Yes. Konica Minolta recommends traceable recalibration every 12 months at an authorized service center using NMIJ-traceable standards. Drift in spectral responsivity—particularly in the UV edge (<400 nm)—can exceed specification limits without periodic verification.
Can the CL-70F measure pulsed LEDs with duty cycles below 1%?
It supports flash mode down to 1/500 s exposure (2 ms), but accurate energy integration requires stable pulse profiles. For sub-millisecond or irregular pulses, a dedicated flash photometer (e.g., CL-500A with high-speed trigger) is advised.
Is spectral data export compatible with third-party analysis tools like MATLAB or Python?
Yes. Raw .csv exports contain wavelength (nm) and spectral irradiance (µW/cm²·nm) columns with header metadata—directly ingestible by NumPy, Pandas, or MATLAB’s readmatrix().

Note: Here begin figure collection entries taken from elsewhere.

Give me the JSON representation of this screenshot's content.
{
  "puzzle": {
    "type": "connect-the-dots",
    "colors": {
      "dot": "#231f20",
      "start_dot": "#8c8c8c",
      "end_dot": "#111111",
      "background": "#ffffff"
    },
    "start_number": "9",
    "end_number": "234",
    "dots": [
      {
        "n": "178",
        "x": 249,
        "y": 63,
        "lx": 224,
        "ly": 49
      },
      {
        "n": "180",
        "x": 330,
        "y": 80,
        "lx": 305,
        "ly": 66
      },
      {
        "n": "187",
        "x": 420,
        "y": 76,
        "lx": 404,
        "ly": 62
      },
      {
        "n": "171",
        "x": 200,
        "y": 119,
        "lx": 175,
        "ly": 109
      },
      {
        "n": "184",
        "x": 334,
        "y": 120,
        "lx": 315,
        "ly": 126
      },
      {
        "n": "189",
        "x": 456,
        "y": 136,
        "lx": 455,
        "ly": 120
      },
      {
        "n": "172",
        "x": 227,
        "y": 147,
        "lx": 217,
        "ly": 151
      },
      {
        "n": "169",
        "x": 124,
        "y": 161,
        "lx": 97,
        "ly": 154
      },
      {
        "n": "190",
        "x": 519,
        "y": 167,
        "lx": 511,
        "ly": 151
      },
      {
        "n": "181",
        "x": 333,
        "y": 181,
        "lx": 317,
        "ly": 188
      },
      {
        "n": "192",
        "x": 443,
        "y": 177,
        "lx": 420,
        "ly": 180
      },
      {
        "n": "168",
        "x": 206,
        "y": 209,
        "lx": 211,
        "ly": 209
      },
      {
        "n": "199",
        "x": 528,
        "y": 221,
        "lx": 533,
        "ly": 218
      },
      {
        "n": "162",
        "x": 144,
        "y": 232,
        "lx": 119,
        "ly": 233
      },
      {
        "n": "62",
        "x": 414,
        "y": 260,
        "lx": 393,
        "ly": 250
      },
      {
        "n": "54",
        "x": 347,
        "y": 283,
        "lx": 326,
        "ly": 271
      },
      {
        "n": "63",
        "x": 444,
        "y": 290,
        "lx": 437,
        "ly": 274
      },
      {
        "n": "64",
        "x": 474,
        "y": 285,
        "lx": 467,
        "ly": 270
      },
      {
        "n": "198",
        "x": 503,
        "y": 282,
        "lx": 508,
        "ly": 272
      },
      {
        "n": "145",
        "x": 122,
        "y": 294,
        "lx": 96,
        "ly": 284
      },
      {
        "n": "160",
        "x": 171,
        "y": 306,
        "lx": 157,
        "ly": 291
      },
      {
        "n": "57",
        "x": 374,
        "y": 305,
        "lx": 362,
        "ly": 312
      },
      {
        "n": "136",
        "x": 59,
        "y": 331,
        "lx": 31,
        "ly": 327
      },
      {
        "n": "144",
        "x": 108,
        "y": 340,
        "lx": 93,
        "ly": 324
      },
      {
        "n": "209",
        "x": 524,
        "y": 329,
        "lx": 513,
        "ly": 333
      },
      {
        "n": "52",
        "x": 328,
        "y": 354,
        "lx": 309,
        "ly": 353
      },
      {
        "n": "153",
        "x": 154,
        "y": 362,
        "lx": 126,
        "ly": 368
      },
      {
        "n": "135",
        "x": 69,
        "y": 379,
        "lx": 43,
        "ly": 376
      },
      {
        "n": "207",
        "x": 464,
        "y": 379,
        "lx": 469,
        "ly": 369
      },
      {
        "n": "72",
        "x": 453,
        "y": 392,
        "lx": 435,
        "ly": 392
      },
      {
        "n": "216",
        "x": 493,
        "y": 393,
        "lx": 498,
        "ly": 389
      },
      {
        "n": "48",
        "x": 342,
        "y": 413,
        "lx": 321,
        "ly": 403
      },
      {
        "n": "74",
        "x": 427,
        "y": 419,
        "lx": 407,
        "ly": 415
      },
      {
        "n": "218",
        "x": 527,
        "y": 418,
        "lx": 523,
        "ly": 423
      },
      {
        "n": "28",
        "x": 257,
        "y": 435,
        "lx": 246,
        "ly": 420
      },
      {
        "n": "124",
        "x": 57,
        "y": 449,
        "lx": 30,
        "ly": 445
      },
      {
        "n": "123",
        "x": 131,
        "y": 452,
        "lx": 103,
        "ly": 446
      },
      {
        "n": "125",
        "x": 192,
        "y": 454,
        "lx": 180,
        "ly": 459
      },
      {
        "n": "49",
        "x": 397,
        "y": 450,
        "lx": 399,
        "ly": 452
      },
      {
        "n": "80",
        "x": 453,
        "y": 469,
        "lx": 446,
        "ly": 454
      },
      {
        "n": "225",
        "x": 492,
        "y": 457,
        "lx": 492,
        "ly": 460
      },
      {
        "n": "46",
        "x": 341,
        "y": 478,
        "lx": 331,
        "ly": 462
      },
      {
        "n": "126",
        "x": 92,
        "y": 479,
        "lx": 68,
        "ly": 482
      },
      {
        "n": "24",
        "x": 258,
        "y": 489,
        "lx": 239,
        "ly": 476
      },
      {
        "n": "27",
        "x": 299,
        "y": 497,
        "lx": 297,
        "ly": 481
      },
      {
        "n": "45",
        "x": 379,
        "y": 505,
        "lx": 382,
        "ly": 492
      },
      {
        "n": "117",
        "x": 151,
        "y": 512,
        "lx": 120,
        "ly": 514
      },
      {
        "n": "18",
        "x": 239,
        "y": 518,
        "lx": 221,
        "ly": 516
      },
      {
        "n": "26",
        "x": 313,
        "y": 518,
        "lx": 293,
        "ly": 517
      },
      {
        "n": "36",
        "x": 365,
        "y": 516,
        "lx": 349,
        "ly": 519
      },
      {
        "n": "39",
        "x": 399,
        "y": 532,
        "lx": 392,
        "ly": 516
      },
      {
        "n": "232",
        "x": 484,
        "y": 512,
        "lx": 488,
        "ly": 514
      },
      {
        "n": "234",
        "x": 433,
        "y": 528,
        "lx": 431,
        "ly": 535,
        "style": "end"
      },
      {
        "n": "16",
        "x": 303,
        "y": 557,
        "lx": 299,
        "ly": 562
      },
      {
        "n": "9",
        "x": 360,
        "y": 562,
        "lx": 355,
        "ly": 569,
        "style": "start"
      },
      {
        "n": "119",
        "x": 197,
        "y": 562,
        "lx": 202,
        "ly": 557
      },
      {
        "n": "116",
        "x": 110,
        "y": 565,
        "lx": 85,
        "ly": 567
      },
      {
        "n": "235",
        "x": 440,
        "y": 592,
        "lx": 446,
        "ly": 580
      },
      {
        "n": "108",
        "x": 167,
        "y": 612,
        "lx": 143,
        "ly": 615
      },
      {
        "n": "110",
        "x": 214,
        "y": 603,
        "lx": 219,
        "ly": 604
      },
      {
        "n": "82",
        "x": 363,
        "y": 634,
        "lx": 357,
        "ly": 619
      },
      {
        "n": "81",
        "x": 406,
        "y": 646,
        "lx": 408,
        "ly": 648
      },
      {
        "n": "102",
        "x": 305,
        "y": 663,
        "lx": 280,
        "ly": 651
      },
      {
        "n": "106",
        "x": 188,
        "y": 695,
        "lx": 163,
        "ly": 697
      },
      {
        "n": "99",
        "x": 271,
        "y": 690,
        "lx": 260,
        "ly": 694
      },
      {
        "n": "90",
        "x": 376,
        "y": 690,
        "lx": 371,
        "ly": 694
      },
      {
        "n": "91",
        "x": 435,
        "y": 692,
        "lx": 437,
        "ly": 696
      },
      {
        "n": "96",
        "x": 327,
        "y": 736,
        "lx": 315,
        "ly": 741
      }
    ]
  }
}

What is the minimum illuminance required to compute CRI values?
Chromaticity calculations require ≥5 lx for stable xy coordinates; CRI computation is only enabled above 30 lx due to signal-to-noise constraints in the violet/blue region.
Does the rotatable probe affect measurement repeatability?
No—the probe’s rotation mechanism uses hardened steel detents with <0.5° angular hysteresis. Repeatability studies per ISO 5725-2 confirm <0.2% inter-position variation in Ev and <0.0005 in xy across five probe orientations at fixed geometry.